(Directors:
Alexandre Bustillo and Julien Maury. Screenwriter: Seth M. Sherwood, his script
based on characters created by Kim Henkel and Tobe Hooper.)
Review
LEATHERFACE, a prequel to THE TEXAS CHAIN SAW MASSACRE (1974) and TEXAS CHAINSAW 3D (2013), opens in 1955 on the Sawyer farm (established in 1845, according to its arched gateway). The murderous family chooses the wrong victim when they lure a young woman (Betty Hartman) onto their farm and kill her. Her date, Ted Hardesty (future father of Sally and Franklin Hardesty, siblings seen in the 1974 film), calls the cops who immediately respond. Not only are the Sawyers known to the police as probable killers (something the cops can’t prove), but Betty is Sheriff Hal Hartman’s adolescent daughter.
Hal Hartman (Stephen Dorff, BLADE, 1998) and his fellow law enforcement brethren find Betty’s body but can’t prove the Sawyers killed her. Raging and grieving, Hal declares Sawyer matriarch Verna to be an unfit mother and takes her tween son (Jedidiah, “Jed”) into “protective custody.”
A decade later, Jed, renamed “Bud” by the authorities for his protection, is a ward of the ECT-brutal Gorman House Youth Reformatory. Jed is a hulking simpleton, whose only ward friends are Jackson (Sam Strike), a good-hearted and emotional young man, and Elizabeth “Lizzy” White, a pretty, sympathetic nurse.
Verna Sawyer─newly surnamed Carson through marriage─shows up with her lawyer (Farnsworth) and demands to see Jed. When Dr. Lang (Christopher Adamson, RAZOR BLADE SMILE, 1998) refuses, citing Jed’s safety, Verna tries to free Jed, who escapes without her. A violent, occasionally gory series of events follows, including a wild road trip for young Jed and his fellow escapees (psychopathic Ike and pyromaniac Clarice, who’ve kidnapped Jackson and Elizabeth) while the cops, led by tough-as-nails Sheriff Hartman, pursue them.
The underrated LEATHERFACE is tonally and continuity-true to the events of TEXAS (1974) and TEXAS 3D (2013), from its grimy, sepia-edged cinematography (the work of Antoine Sanier) to its soundtrack, to the Sawyer house, a faithful copy of their home from the original film (credit production designer Alain Bainée). Seth M. Sherwood’s screenplay and Sébastien de Sainte Croix and Josh Ethier’s editing strike a deft, Terence Malick-esque balance between TEXAS’s underlying horrors and the relative, initial innocence of its traumatized characters─this is a bit of departure for a TEXAS flick, as the rest of the films are more about traditional-horror thrills and kills. Not that LEATHERFACE completely ignores or de-legitimizes the remaining five TEXAS films─it doesn’t, and acknowledges them, e.g., by making Jed’s family surname “Sawyer,” a detail that originally appeared in THE TEXAS CHAINSAW MASSACRE 2 (1986).
Its cast is equally standout. Among them: Lili Taylor (THE ADDICTION, 1995), who played Verna Sawyer/Carson with memorable, maternal intensity; Sam Strike (CHERNOBYL, 2019), who played Jed’s good-hearted, heroic fellow inmate with convincing sincerity, anger, and doubt.
While its story is not groundbreaking, LEATHERFACE’s eschewing of non-stop terror and gore for occasionally bloody drama and character-exploration is a frame-busting flick in a series that too often has fallen into familiar-with-little-variation trappings─it’s worth seeing if you’re watching it for good acting, miasmic mood, downward-spiraling characters, and identity-themed drama.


What the exercise asks
Check each line of the material below for "item", then copy the ones that contain it.

Material for this exercise
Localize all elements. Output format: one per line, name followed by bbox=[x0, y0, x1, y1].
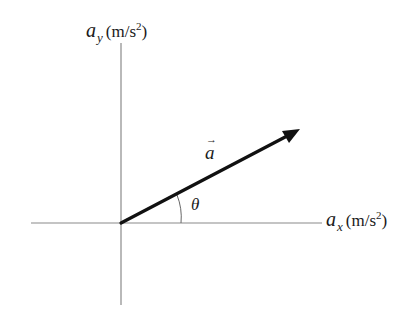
vector-symbol: a bbox=[205, 142, 215, 163]
x-axis-unit: (m/s2) bbox=[346, 211, 387, 230]
x-axis-label: ax(m/s2) bbox=[326, 209, 387, 229]
y-axis-unit-exponent: 2 bbox=[136, 20, 142, 32]
x-axis-subscript: x bbox=[337, 219, 343, 234]
vector-label: →a bbox=[205, 143, 215, 162]
y-axis-variable: a bbox=[86, 19, 96, 41]
x-axis-variable: a bbox=[326, 208, 336, 230]
y-axis-unit: (m/s2) bbox=[106, 22, 147, 41]
angle-label: θ bbox=[191, 196, 199, 213]
y-axis-subscript: y bbox=[97, 30, 103, 45]
x-axis-unit-exponent: 2 bbox=[376, 209, 382, 221]
angle-arc bbox=[177, 195, 181, 223]
y-axis-label: ay(m/s2) bbox=[86, 20, 147, 40]
vector-arrow-icon: → bbox=[206, 134, 217, 145]
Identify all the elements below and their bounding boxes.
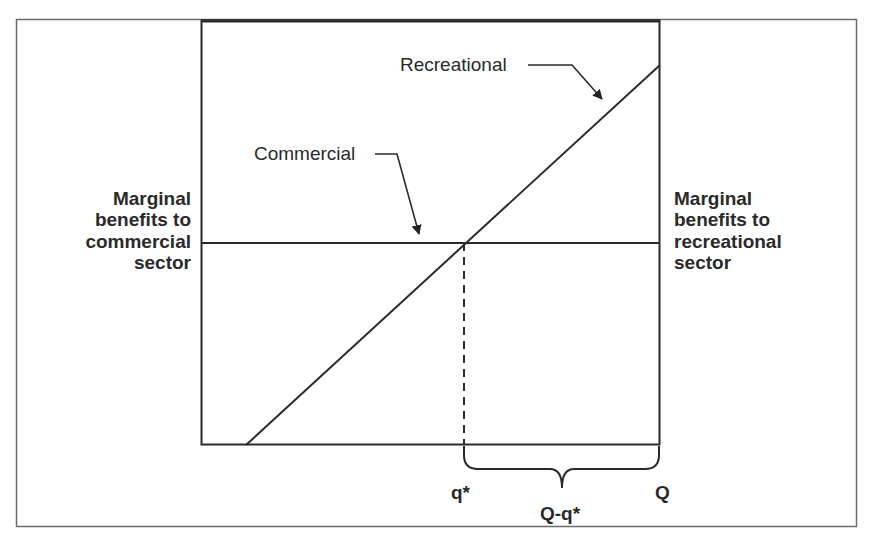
right-axis-label-line: sector	[674, 252, 844, 273]
left-axis-label-line: sector	[41, 252, 191, 273]
recreational-pointer-arrow	[528, 65, 602, 99]
right-axis-label-line: Marginal	[674, 188, 844, 209]
right-axis-label-line: benefits to	[674, 209, 844, 230]
left-axis-label: Marginal benefits to commercial sector	[41, 188, 191, 273]
left-axis-label-line: Marginal	[41, 188, 191, 209]
q-star-marker: q*	[451, 482, 470, 503]
brace-label: Q-q*	[540, 503, 580, 524]
plot-box	[202, 21, 660, 445]
left-axis-label-line: commercial	[41, 231, 191, 252]
q-minus-q-star-brace	[464, 446, 659, 488]
commercial-pointer-arrow	[375, 154, 419, 234]
left-axis-label-line: benefits to	[41, 209, 191, 230]
Q-marker: Q	[655, 482, 670, 503]
right-axis-label: Marginal benefits to recreational sector	[674, 188, 844, 273]
commercial-curve-label: Commercial	[254, 143, 355, 164]
right-axis-label-line: recreational	[674, 231, 844, 252]
recreational-curve-label: Recreational	[400, 54, 507, 75]
recreational-mb-line	[246, 65, 660, 445]
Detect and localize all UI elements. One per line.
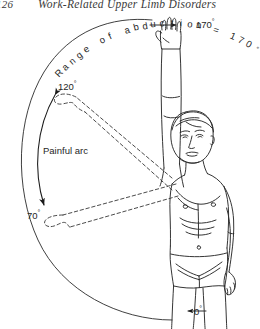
- arm-dashed-120: [54, 94, 172, 190]
- human-figure: [156, 17, 236, 329]
- angle-label-0: 0°: [194, 305, 202, 317]
- shorts: [170, 246, 227, 288]
- painful-arc-label: Painful arc: [43, 146, 88, 156]
- raised-arm: [160, 49, 184, 187]
- head: [171, 111, 214, 163]
- arm-dashed-70: [45, 184, 178, 227]
- anatomical-illustration: [0, 0, 260, 329]
- torso: [170, 184, 229, 249]
- angle-label-170: 170°: [196, 18, 215, 30]
- raised-hand: [156, 17, 181, 49]
- angle-label-70: 70°: [27, 209, 40, 221]
- figure-page: 126 Work-Related Upper Limb Disorders: [0, 0, 260, 329]
- angle-label-120: 120°: [58, 80, 77, 92]
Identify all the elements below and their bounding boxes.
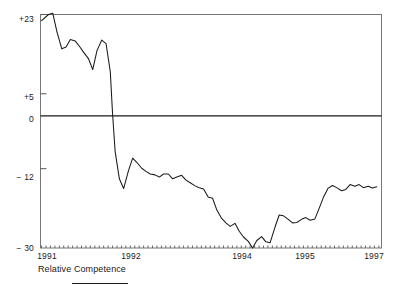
- chart-caption: Relative Competence: [38, 264, 126, 274]
- y-tick-label-0: 0: [2, 114, 34, 124]
- legend-line-swatch: [72, 283, 128, 284]
- plot-frame: [41, 15, 382, 249]
- y-tick-marks: [41, 15, 47, 169]
- x-tick-label-1995: 1995: [285, 251, 325, 261]
- x-tick-label-1991: 1991: [27, 251, 67, 261]
- y-tick-label-23: +23: [2, 14, 34, 24]
- series-line-relative-competence: [42, 13, 377, 248]
- line-chart-plot: [0, 0, 398, 291]
- chart-figure: +23 +5 0 − 12 − 30 1991 1992 1994 1995 1…: [0, 0, 398, 291]
- x-tick-label-1992: 1992: [111, 251, 151, 261]
- x-tick-label-1994: 1994: [222, 251, 262, 261]
- y-tick-label-minus-12: − 12: [0, 172, 34, 182]
- y-tick-label-5: +5: [2, 92, 34, 102]
- x-tick-label-1997: 1997: [354, 251, 394, 261]
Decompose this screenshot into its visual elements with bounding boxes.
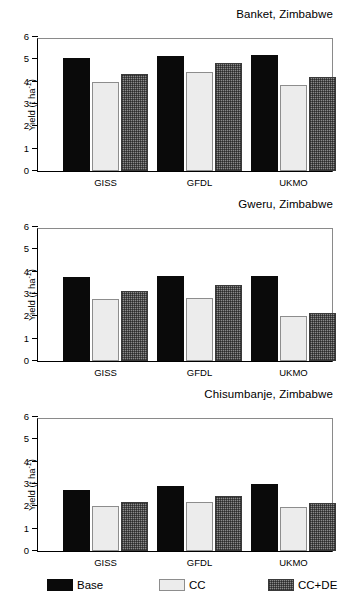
y-tick-label: 5 [24, 435, 29, 445]
bar-ccde [215, 285, 242, 361]
y-tick: 4 [32, 81, 38, 82]
y-tick: 6 [32, 226, 38, 227]
bar-cc [280, 316, 307, 361]
bar-group: GFDL [157, 229, 242, 361]
y-tick: 6 [32, 36, 38, 37]
bar-base [251, 55, 278, 171]
bar-cc [92, 82, 119, 171]
y-tick-label: 3 [24, 289, 29, 299]
y-tick-label: 1 [24, 334, 29, 344]
chart-panel-gweru: Gweru, Zimbabwe Yield (t ha-1) 0123456 G… [0, 190, 350, 380]
y-tick-label: 0 [24, 546, 29, 556]
y-tick-label: 3 [24, 479, 29, 489]
bar-base [63, 277, 90, 361]
y-tick-label: 2 [24, 122, 29, 132]
bar-cc [92, 299, 119, 361]
y-tick: 5 [32, 438, 38, 439]
y-tick: 6 [32, 416, 38, 417]
x-tick-label: GISS [94, 177, 117, 188]
y-tick: 2 [32, 125, 38, 126]
legend: Base CC CC+DE [0, 575, 350, 605]
y-tick-label: 6 [24, 32, 29, 42]
y-tick: 5 [32, 58, 38, 59]
y-tick-label: 0 [24, 356, 29, 366]
y-tick-label: 2 [24, 502, 29, 512]
y-tick: 0 [32, 550, 38, 551]
x-tick-label: GFDL [187, 557, 212, 568]
bar-base [157, 486, 184, 551]
y-tick: 2 [32, 505, 38, 506]
bar-group: UKMO [251, 39, 336, 171]
y-tick-label: 6 [24, 222, 29, 232]
bar-ccde [121, 74, 148, 171]
y-tick: 1 [32, 148, 38, 149]
bar-base [157, 56, 184, 171]
bar-cc [280, 85, 307, 171]
bar-group: GISS [63, 39, 148, 171]
bar-ccde [121, 291, 148, 361]
y-tick-label: 3 [24, 99, 29, 109]
y-tick: 4 [32, 461, 38, 462]
bar-cc [186, 298, 213, 361]
legend-item-cc: CC [159, 575, 206, 595]
y-tick-label: 1 [24, 144, 29, 154]
bar-cc [280, 507, 307, 551]
legend-item-base: Base [47, 575, 103, 595]
plot-area-banket: Yield (t ha-1) 0123456 GISSGFDLUKMO [37, 38, 333, 172]
bar-base [251, 276, 278, 361]
y-tick-label: 1 [24, 524, 29, 534]
bar-ccde [309, 503, 336, 551]
x-tick-label: UKMO [279, 367, 308, 378]
y-tick: 3 [32, 103, 38, 104]
y-tick: 2 [32, 315, 38, 316]
y-tick: 1 [32, 338, 38, 339]
bar-ccde [309, 313, 336, 361]
y-tick-label: 4 [24, 457, 29, 467]
base-swatch-icon [47, 579, 73, 591]
bar-group: GFDL [157, 419, 242, 551]
x-tick-label: GISS [94, 557, 117, 568]
chart-panel-banket: Banket, Zimbabwe Yield (t ha-1) 0123456 … [0, 0, 350, 190]
y-tick: 3 [32, 483, 38, 484]
plot-area-chisumbanje: Yield (t ha-1) 0123456 GISSGFDLUKMO [37, 418, 333, 552]
bar-base [157, 276, 184, 361]
bar-ccde [215, 63, 242, 171]
ccde-swatch-icon [268, 579, 294, 591]
y-tick-label: 0 [24, 166, 29, 176]
x-tick-label: GISS [94, 367, 117, 378]
bar-ccde [309, 77, 336, 171]
y-tick-label: 6 [24, 412, 29, 422]
panel-title-banket: Banket, Zimbabwe [236, 8, 333, 20]
y-tick-label: 5 [24, 55, 29, 65]
plot-area-gweru: Yield (t ha-1) 0123456 GISSGFDLUKMO [37, 228, 333, 362]
x-tick-label: UKMO [279, 557, 308, 568]
bar-cc [92, 506, 119, 551]
y-tick: 1 [32, 528, 38, 529]
bar-base [63, 490, 90, 551]
y-tick: 4 [32, 271, 38, 272]
y-tick: 0 [32, 360, 38, 361]
bar-ccde [121, 502, 148, 551]
figure-bar-chart-panels: Banket, Zimbabwe Yield (t ha-1) 0123456 … [0, 0, 350, 609]
panel-title-chisumbanje: Chisumbanje, Zimbabwe [204, 388, 333, 400]
bar-group: UKMO [251, 419, 336, 551]
y-tick: 5 [32, 248, 38, 249]
bar-base [63, 58, 90, 171]
bar-group: UKMO [251, 229, 336, 361]
legend-label-ccde: CC+DE [298, 579, 337, 591]
y-tick-label: 5 [24, 245, 29, 255]
panel-title-gweru: Gweru, Zimbabwe [238, 198, 333, 210]
y-tick: 0 [32, 170, 38, 171]
bar-group: GISS [63, 419, 148, 551]
y-tick: 3 [32, 293, 38, 294]
legend-item-ccde: CC+DE [268, 575, 337, 595]
chart-panel-chisumbanje: Chisumbanje, Zimbabwe Yield (t ha-1) 012… [0, 380, 350, 570]
y-tick-label: 4 [24, 267, 29, 277]
bar-ccde [215, 496, 242, 551]
x-tick-label: GFDL [187, 367, 212, 378]
legend-label-base: Base [77, 579, 103, 591]
bar-cc [186, 72, 213, 171]
bar-group: GFDL [157, 39, 242, 171]
bar-cc [186, 502, 213, 551]
legend-label-cc: CC [189, 579, 206, 591]
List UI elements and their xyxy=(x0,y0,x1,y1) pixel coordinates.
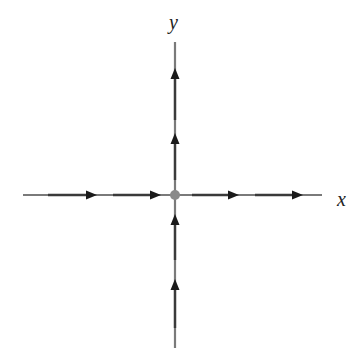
arrow-up-icon xyxy=(171,68,180,79)
arrow-right-icon xyxy=(150,191,161,200)
arrow-right-icon xyxy=(86,191,97,200)
phase-portrait-diagram: y x xyxy=(0,0,363,353)
arrow-up-icon xyxy=(171,279,180,290)
arrow-up-icon xyxy=(171,133,180,144)
origin-fixed-point xyxy=(170,190,180,200)
arrow-up-icon xyxy=(171,214,180,225)
x-axis-label: x xyxy=(336,188,346,210)
arrow-right-icon xyxy=(292,191,303,200)
arrow-right-icon xyxy=(228,191,239,200)
y-axis-label: y xyxy=(167,11,178,34)
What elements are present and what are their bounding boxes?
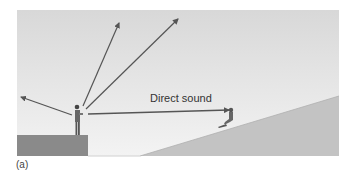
figure-caption: (a) [16, 159, 28, 170]
diagram-canvas [0, 0, 354, 179]
direct-sound-label: Direct sound [150, 92, 212, 104]
stage-platform [17, 135, 88, 156]
sound-diagram: Direct sound (a) [0, 0, 354, 179]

Answer below
legend-item-cc: CC [159, 575, 206, 595]
legend-item-base: Base [47, 575, 103, 595]
legend-item-ccde: CC+DE [268, 575, 337, 595]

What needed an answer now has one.